Rule #2: No Referential Integrity is allowed. FastLoad cannot load data into tables that are
defined with Referential Integrity (RI). This would require too much system checking to prevent
referential constraints to a different table. FastLoad only does one table. In short, RI constraints will need to be dropped from the target table prior to the use of FastLoad.

Rule #3: No Triggers are allowed at load time. FastLoad is much too focused on speed to pay attention to the needs of other tables, which is what Triggers are all about. Additionally, these require more than one AMP and more than one table. FastLoad does one table only. Simply ALTER the Triggers to the DISABLED status prior to using FastLoad.

Rule #4: Duplicate Rows (in Multi-Set Tables) are not supported. Multiset tables are tables that allow duplicate rows — that is when the values in every column are identical. When FastLoad finds duplicate rows, they are discarded. While FastLoad can load data into a multi-set table, FastLoad will not load duplicate rows into a multi-set table because FastLoad discards duplicate rows!

Rule #5: No AMPs may go down (i.e., go offline) while FastLoad is processing. The down AMP must be repaired before the load process can be restarted. Other than this, FastLoad can recover from system glitches and perform restarts.

Rule #6: No more than one data type conversion is allowed per column during a FastLoad.

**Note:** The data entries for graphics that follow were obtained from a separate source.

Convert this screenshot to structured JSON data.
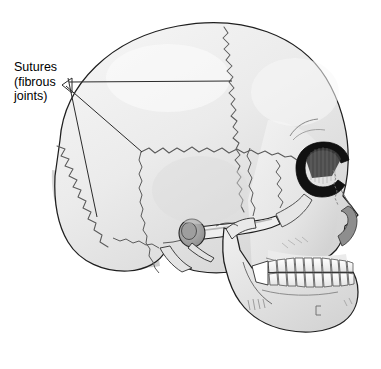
{
  "figure": {
    "type": "anatomical-illustration",
    "background_color": "#ffffff"
  },
  "label": {
    "name": "sutures-label",
    "line1": "Sutures",
    "line2": "(fibrous",
    "line3": "joints)",
    "full_text": "Sutures (fibrous joints)",
    "color": "#000000"
  },
  "leaders": {
    "origin": {
      "x": 63,
      "y": 85
    },
    "lines": [
      {
        "name": "leader-to-coronal-suture",
        "x1": 63,
        "y1": 85,
        "x2": 232,
        "y2": 82
      },
      {
        "name": "leader-to-squamous-suture",
        "x1": 63,
        "y1": 85,
        "x2": 141,
        "y2": 152
      },
      {
        "name": "leader-to-lambdoid-suture",
        "x1": 67,
        "y1": 79,
        "x2": 96,
        "y2": 216
      }
    ],
    "arrowhead": {
      "x": 63,
      "y": 85
    },
    "stroke_color": "#2b2b2b"
  },
  "palette": {
    "bone_fill": "#e9e9e9",
    "bone_fill_light": "#f2f2f2",
    "bone_shade": "#d6d6d6",
    "bone_shade_deep": "#c4c4c4",
    "outline": "#1f1f1f",
    "suture_line": "#5a5a5a",
    "orbit_dark": "#111111",
    "tooth_fill": "#fbfbfb",
    "background": "#ffffff"
  },
  "structures": [
    {
      "name": "cranial-vault",
      "label": "cranial vault"
    },
    {
      "name": "frontal-bone",
      "label": "frontal bone"
    },
    {
      "name": "parietal-bone",
      "label": "parietal bone"
    },
    {
      "name": "occipital-bone",
      "label": "occipital bone"
    },
    {
      "name": "temporal-bone",
      "label": "temporal bone"
    },
    {
      "name": "coronal-suture",
      "label": "coronal suture"
    },
    {
      "name": "squamous-suture",
      "label": "squamous suture"
    },
    {
      "name": "lambdoid-suture",
      "label": "lambdoid suture"
    },
    {
      "name": "orbit",
      "label": "orbit (eye socket)"
    },
    {
      "name": "nasal-aperture",
      "label": "nasal aperture"
    },
    {
      "name": "zygomatic-arch",
      "label": "zygomatic arch"
    },
    {
      "name": "external-auditory-meatus",
      "label": "external auditory meatus"
    },
    {
      "name": "styloid-process",
      "label": "styloid process"
    },
    {
      "name": "mandible",
      "label": "mandible"
    },
    {
      "name": "maxillary-teeth",
      "label": "upper teeth"
    },
    {
      "name": "mandibular-teeth",
      "label": "lower teeth"
    },
    {
      "name": "mental-foramen",
      "label": "mental foramen"
    }
  ],
  "teeth": {
    "upper_count": 10,
    "lower_count": 10
  }
}
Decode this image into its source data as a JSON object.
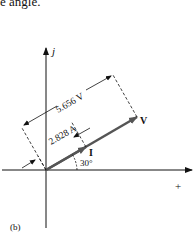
{
  "caption_top": "e angle.",
  "axes": {
    "imag_label": "j",
    "real_label": "+"
  },
  "phasors": {
    "voltage": {
      "label": "V",
      "magnitude_label": "5.656 V"
    },
    "current": {
      "label": "I",
      "magnitude_label": "2.828 A"
    },
    "angle_label": "30°"
  },
  "figure_label": "(b)",
  "colors": {
    "ink": "#111111",
    "phasor": "#555555"
  }
}
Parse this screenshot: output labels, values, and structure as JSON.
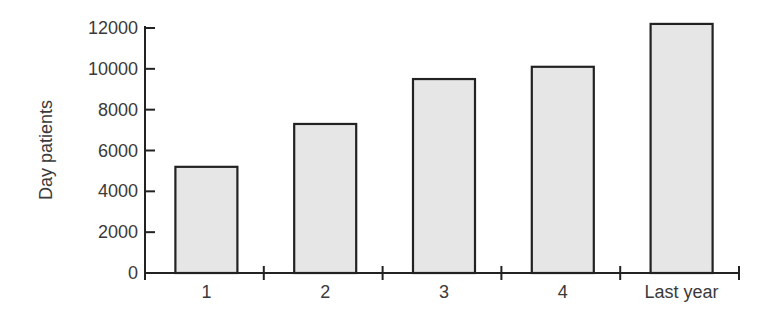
{
  "chart_data": {
    "type": "bar",
    "title": "",
    "xlabel": "",
    "ylabel": "Day patients",
    "categories": [
      "1",
      "2",
      "3",
      "4",
      "Last year"
    ],
    "values": [
      5200,
      7300,
      9500,
      10100,
      12200
    ],
    "ylim": [
      0,
      12000
    ],
    "yticks": [
      0,
      2000,
      4000,
      6000,
      8000,
      10000,
      12000
    ],
    "ytick_labels": [
      "0",
      "2000",
      "4000",
      "6000",
      "8000",
      "10000",
      "12000"
    ],
    "grid": false,
    "legend": null,
    "bar_fill": "#e6e6e6",
    "bar_edge": "#222222"
  }
}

Why just one? Data type conversion is highly resource intensive job on the system, which requires a "search and replace" effort. And that takes more time. Enough said!

How FastLoad Works


What makes FastLoad perform so well when it is loading millions or even billions of rows? It is because FastLoad assembles data into 64K blocks (64,000 bytes) to load it and can use multiple sessions simultaneously, taking further advantage of Teradata's parallel processing.
This is different from BTEQ and TPump, which load data at the row level.It takes full advantage of Teradata's parallel architecture. In fact, FastLoad will create a Teradata session for each AMP (Access Module Processor — the software processor in Teradata responsible for reading and writing data to the disks) in order to maximize parallel processing. This advantage is passed along to the FastLoad user in terms of awesome performance. Teradata is the only data warehouse loads data, processes data and backs up data in parallel.